Even after three big losses in court trials and a plunge in market value, Bayer AG isn’t close to settling tens of thousands of U.S. lawsuits claiming its Roundup weedkiller causes cancer, according to a lawyer who won one of those cases.

Aimee Wagstaff, who helped persuade a jury to award $80 million in damages to a Roundup user earlier this year, said more trials loom in 2020 and Bayer “doesn’t care” that its Monsanto unit lost her case, or the other two. Wagstaff declined to elaborate, though Bayer has insisted publicly Roundup is safe. The German company has appealed the trial losses and said it will continue the fight in court.

Photographer: Daniel Acker/Bloomberg

“I wouldn’t expect any settlement in the near future,” Wagstaff, a Denver-based attorney, told a group of plaintiffs’ lawyers at a Las Vegas convention Oct. 23. “This litigation is far from being over.” She didn’t return phone calls and an email Tuesday seeking additional comment.

Bayer has lost more than $30 billion in value since last year’s $63 billion purchase of Roundup creator Monsanto Co. The deal put Bayer Chief Executive Officer Werner Baumann on the hot seat as claims against the weedkiller escalated, raising concern from investors about the cost of resolving the litigation.

If the recent court losses are repeated for all the cases, Bayer’s liability could reach hundreds of billions of dollars, though the company would likely pay far less to settle all those claims, said Holly Froum, a Bloomberg Intelligence analyst.

Bloomberg News reported in August that Bayer floated a settlement proposal valued at $6 billion to $8 billion to resolve all the lawsuits. Ken Feinberg, a mediator called in by U.S. District Judge Vince Chhabria to facilitate the talks, dismissed the report as “pure fiction.”

Bayer declined to comment Tuesday, citing confidentiality of mediation talks, spokesman Tino Andresen said by phone.

Analysts have estimated the cost of settling all the U.S. lawsuits could be anywhere from $2.5 billion to $20 billion. Some investors say paying less than $10 billion would be worth it.

If a deal comes together, it would allay a shareholder revolt following the losses in California courts, which began with an August 2018 verdict in San Francisco. In those cases, the average payouts were almost $50 million per plaintiff, after judges reduced jury verdicts that totaled more than $2.4 billion. After each company loss, thousands of new cases were filed.

Bayer said Wednesday that the number of Roundup plaintiffs has risen to 42,700 from 18,400 when it last reported in July. The uptick came as plaintiff attorneys increased their advertising seeking new clients after Bayer entered mediation discussions. The number of lawsuits “says nothing about their merits,” Bayer said while reporting an increase in third-quarter earnings.

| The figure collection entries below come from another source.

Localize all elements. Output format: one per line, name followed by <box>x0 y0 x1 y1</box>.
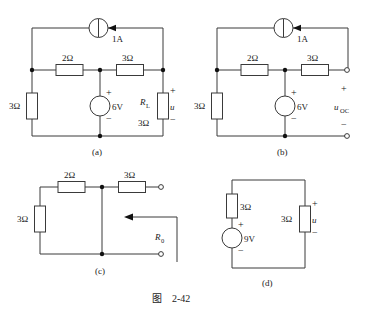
resistor-b-3ohm-top-body <box>302 65 329 76</box>
panel-b: 1A 2Ω 3Ω 3Ω + − 6V + u OC − <box>194 19 349 158</box>
resistor-b-3ohm-left-label: 3Ω <box>194 101 206 111</box>
voltage-a-minus: − <box>170 114 176 125</box>
resistor-a-3ohm-top-body <box>117 65 144 76</box>
voltage-b-subscript: OC <box>340 107 349 114</box>
voltage-b-minus: − <box>341 119 347 130</box>
resistor-d-3ohm-right-body <box>300 206 311 232</box>
resistor-c-3ohm-body <box>119 182 146 193</box>
voltage-source-a-minus: − <box>106 113 112 124</box>
panel-d-caption: (d) <box>262 278 273 288</box>
node-a-mid-bottom <box>98 134 102 138</box>
voltage-b-plus: + <box>341 83 347 94</box>
resistance-c-subscript: 0 <box>161 237 164 244</box>
node-a-right <box>161 68 165 72</box>
voltage-source-d-plus: + <box>238 219 244 230</box>
resistor-a-3ohm-left-label: 3Ω <box>9 101 21 111</box>
resistor-a-load-subscript: L <box>146 102 150 109</box>
node-a-mid-top <box>98 68 102 72</box>
current-source-b-label: 1A <box>297 34 309 44</box>
current-source-a-label: 1A <box>112 34 124 44</box>
resistor-b-3ohm-top-label: 3Ω <box>307 53 319 63</box>
resistor-c-3ohm-left-label: 3Ω <box>17 214 29 224</box>
node-b-mid-top <box>283 68 287 72</box>
panel-c-caption: (c) <box>95 266 105 276</box>
node-c-bottom <box>100 252 104 256</box>
voltage-source-d-minus: − <box>238 245 244 256</box>
voltage-d-minus: − <box>312 227 318 238</box>
resistance-c-arrow-icon <box>124 214 133 221</box>
figure-caption-number: 2-42 <box>172 293 190 304</box>
figure-caption-prefix: 图 <box>152 293 162 304</box>
resistor-a-load-body <box>158 93 169 119</box>
current-source-b-arrow-icon <box>293 25 301 31</box>
resistor-c-2ohm-body <box>58 182 85 193</box>
wire-b-top-left <box>217 28 274 70</box>
voltage-source-b-plus: + <box>291 87 297 98</box>
resistor-a-2ohm-label: 2Ω <box>62 53 74 63</box>
panel-d: 3Ω + − 9V 3Ω + u − (d) <box>222 180 318 288</box>
circuit-diagram-canvas: 1A 2Ω 3Ω 3Ω + − 6V <box>0 0 370 315</box>
resistor-c-3ohm-left-body <box>35 206 46 232</box>
voltage-a-name: u <box>170 102 175 112</box>
voltage-source-d-label: 9V <box>244 234 256 244</box>
voltage-a-plus: + <box>170 85 176 96</box>
resistor-c-3ohm-label: 3Ω <box>124 170 136 180</box>
voltage-d-plus: + <box>312 198 318 209</box>
panel-c: 2Ω 3Ω 3Ω R 0 (c) <box>17 170 177 276</box>
node-a-left <box>30 68 34 72</box>
resistor-a-2ohm-body <box>56 65 83 76</box>
resistor-b-2ohm-label: 2Ω <box>247 53 259 63</box>
open-terminal-b-top <box>345 68 350 73</box>
voltage-source-a-plus: + <box>106 87 112 98</box>
resistor-a-3ohm-top-label: 3Ω <box>122 53 134 63</box>
wire-a-top-left <box>32 28 89 70</box>
resistor-c-2ohm-label: 2Ω <box>64 170 76 180</box>
resistor-d-3ohm-left-label: 3Ω <box>240 202 252 212</box>
voltage-source-b-minus: − <box>291 113 297 124</box>
panel-a-caption: (a) <box>92 147 102 157</box>
resistor-a-load-name: R <box>139 97 146 107</box>
node-b-left <box>215 68 219 72</box>
resistance-c-name: R <box>154 232 161 242</box>
resistor-a-load-value: 3Ω <box>138 118 150 128</box>
resistor-a-3ohm-left-body <box>27 93 38 119</box>
panel-b-caption: (b) <box>277 147 288 157</box>
voltage-source-b-label: 6V <box>297 102 309 112</box>
open-terminal-b-bottom <box>345 134 350 139</box>
resistor-d-3ohm-right-label: 3Ω <box>281 214 293 224</box>
figure-2-42: 1A 2Ω 3Ω 3Ω + − 6V <box>0 0 370 315</box>
node-b-mid-bottom <box>283 134 287 138</box>
current-source-a-arrow-icon <box>108 25 116 31</box>
open-terminal-c-bottom <box>159 252 164 257</box>
node-c-top <box>100 185 104 189</box>
resistor-b-3ohm-left-body <box>212 93 223 119</box>
resistor-b-2ohm-body <box>241 65 268 76</box>
open-terminal-c-top <box>159 185 164 190</box>
voltage-d-name: u <box>312 215 317 225</box>
panel-a: 1A 2Ω 3Ω 3Ω + − 6V <box>9 19 176 158</box>
voltage-b-name: u <box>334 102 339 112</box>
resistor-d-3ohm-left-body <box>227 194 238 218</box>
voltage-source-a-label: 6V <box>112 102 124 112</box>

During her remarks at Mass Torts Made Perfect, a convention that draws thousands of plaintiffs’ lawyers to Las Vegas annually, Wagstaff said Bayer faces about a dozen trials next year over the Roundup cancer claims and lawyers are readying to try them.

‘Long Game’

“There’s not a settlement right here — we have to get ready for the long game,” Mike Papantonio, a Florida-based lawyer who hosts the conference, told attendees at the session about Bayer’s Roundup litigation.

Two cases in state court in California are set to be the first to go to trial in mid-January, Wagstaff said. Bayer also faces its next federal court case before Chhabria in February. That judge has thousands of Roundup cases consolidated before him for pre-trial information exchanges and test trials, including in other states.

The company also faces cases next year in state courts in Missouri, Montana and Hawaii and federal courts in Nebraska, Illinois and North Carolina, Wagstaff said. While the early cases have involved home gardeners or groundskeepers, the Montana case will be the first to focus on claims by a farmer who used the weedkiller on his crops, she said. That case is scheduled for trial in April.

The consolidated case is IN RE: Roundup Products Liability Litigation, MDL 2741, U.S. District Court, Northern District of California (San Francisco).